At the beginning of director Arnaud Desplechin’s 1996 international breakthrough “My Sex Life… or How I Got into an Argument,” a narrator tells us that Paul, played by a young Mathieu Amalric, and Esther, a young Emmanuelle Devos, have “been together for 10 years, and for 10 years, they have not been getting along.” Knowing about the messy dissolution of their relationship, and about everything else that happens in the film, informs the experience of Desplechin’s new prequel, the award-winning “My Golden Days.”
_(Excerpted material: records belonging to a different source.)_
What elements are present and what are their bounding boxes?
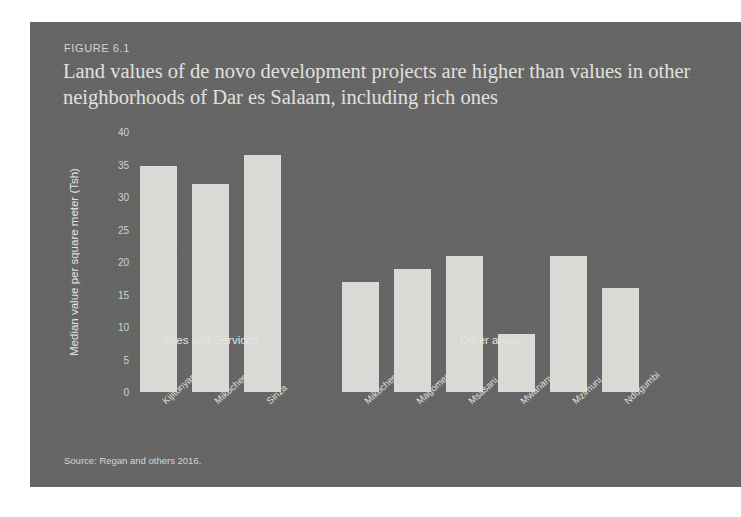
bar	[394, 269, 431, 393]
source-note: Source: Regan and others 2016.	[64, 455, 201, 466]
figure-title: Land values of de novo development proje…	[63, 58, 703, 110]
y-axis-tick-30: 30	[95, 192, 129, 203]
bar	[244, 155, 281, 392]
group-label-1: Sites and Services	[111, 334, 311, 346]
bar-series: KijitonyamaMikocheniSinzaMikocheni (old)…	[135, 132, 665, 392]
figure-panel: FIGURE 6.1 Land values of de novo develo…	[30, 22, 741, 487]
chart-plot-area: 0510152025303540 KijitonyamaMikocheniSin…	[135, 132, 665, 392]
bar	[192, 184, 229, 392]
bar	[342, 282, 379, 393]
y-axis-tick-0: 0	[95, 387, 129, 398]
bar	[602, 288, 639, 392]
y-axis-tick-10: 10	[95, 322, 129, 333]
y-axis-tick-40: 40	[95, 127, 129, 138]
bar	[140, 166, 177, 392]
bar	[550, 256, 587, 393]
y-axis-tick-15: 15	[95, 289, 129, 300]
group-label-2: Other areas	[391, 334, 591, 346]
y-axis-tick-20: 20	[95, 257, 129, 268]
y-axis-tick-35: 35	[95, 159, 129, 170]
y-axis-tick-5: 5	[95, 354, 129, 365]
bar	[446, 256, 483, 393]
y-axis-title: Median value per square meter (Tsh)	[66, 132, 82, 392]
y-axis-tick-25: 25	[95, 224, 129, 235]
figure-number-label: FIGURE 6.1	[64, 42, 130, 54]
Still, you don’t need to see “My Sex Life” to enjoy “My Golden Days,” which is wonderful by merit for several reasons, including young stars Quentin Dolmaire as Paul Dédalus and Lou Roy-Lecollinet as Esther. They are a decade younger than Amalric and Devos were when they starred in the first film, and both are at the beginning of their own very promising careers. If their work over the next 30 years follows paths as interesting Amalric’s and Devos’s, it will be a great boost to French films.
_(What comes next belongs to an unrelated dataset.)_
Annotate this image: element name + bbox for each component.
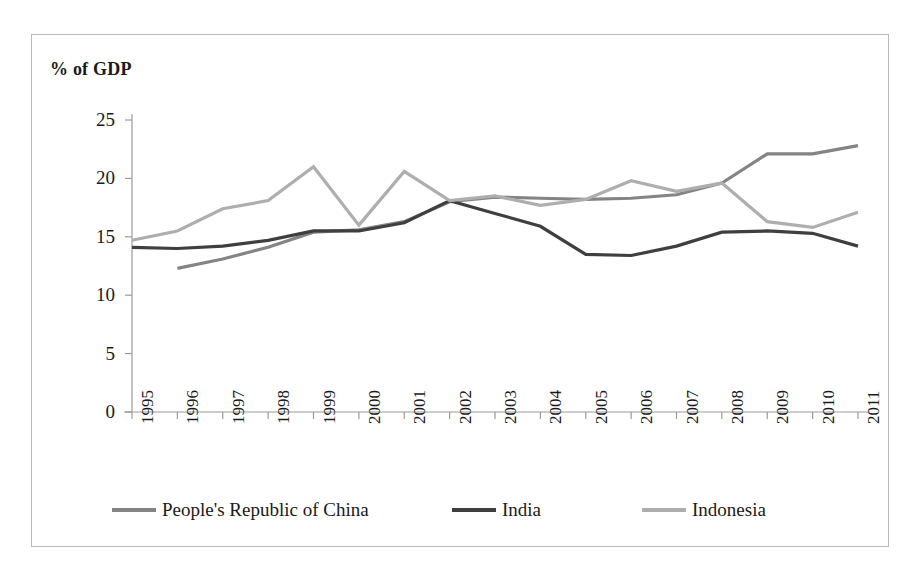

“My Golden Days” begins with a middle-aged Paul, again played by Amalric, forced into reflection through a fairly contrived narrative device: an airport immigration interview related to a discrepancy with his passport. It seems that there is another Paul Dédalus, exactly his age and from his home town, roaming around the world, with his passport. Paul knows why there is a second Dédalus, but this is a tale that will take a bit of framing (French dramas always do), so we settle in with Paul and his interrogators for a story during which we experience a series of flashbacks to a period before the events of “My Sex Life.”
While all these cinematic machinations are clever, they are not the point of this movie. “My Golden Days” is about regret and yearning for a time and a self that have past, never to return. It’s about trying to reconcile the decisions of yesteryear with the holes in our lives today. Paul has his own holes, some left by his mother; broadly referenced in “My Sex Life,” those issues are revealed in detail here. And there’s the hole left by Esther, who broke up with him 20 years ago, in that other movie. But now we understand that breakup better, at least from Paul’s point of view, by watching this movie.
“My Golden Days” is lovely and thoughtful, yet it has elements of a thriller, too. Before meeting Esther, young Paul takes a school trip to Soviet Russia in the early 1980s, when Russian Jewish Refuseniks were at issue. The young Paul is asked to take on a daring task that involves helping a young Jewish man get out of the Soviet Union. This sequence has all the tension of a John le Carré adaptation, and it explains that other Paul Dédalus hopping the globe. (Framing is everything in French films.)
We also spend a bit of time with the very young Paul (Antoine Bui), his sister Delphine (Ivy Dodds) and his younger brother Ivan (Timon Michel). Paul must protect his siblings from their insane mother, and often has to threaten her with a knife to keep her from hurting them. Overwhelmed, he goes to live with his elderly lesbian aunt and her lover, where he begins to understand the greater world. But, for the most part, we are with the adolescent Paul after he meets Esther, beginning the decade-long relationship we already know will end, with regrets that the older Paul expresses during his interrogation.
Even though “My Sex Life” does inform “My Golden Days,” the new film isn’t really a prequel. In interviews, Desplechin has said that he did not ask his young actors, both making their film debuts, to see the original film, and as far as he knows they never have. In any case, “My Golden Days” is classic post-French New Wave filmmaking from one of the best of the era, alongside Benoit Jacquot and Catherine Breillat, among others.
One of the director’s crowning touches is his mix of a dramatic score from Grégoire Hetzel and Mike Kourtzer (along with a touch of Stravinsky) with contemporary pop music from the era, including everything from Ska and De La Soul to the Specials. Those musical choices, blended with the ever-so-slightly overly dramatic performances from its wonderful young actors, makes “My Golden Days” incredibly French. Which is great if, like me, you’re a vive-le-Nouvelle-Vague kind of film fan.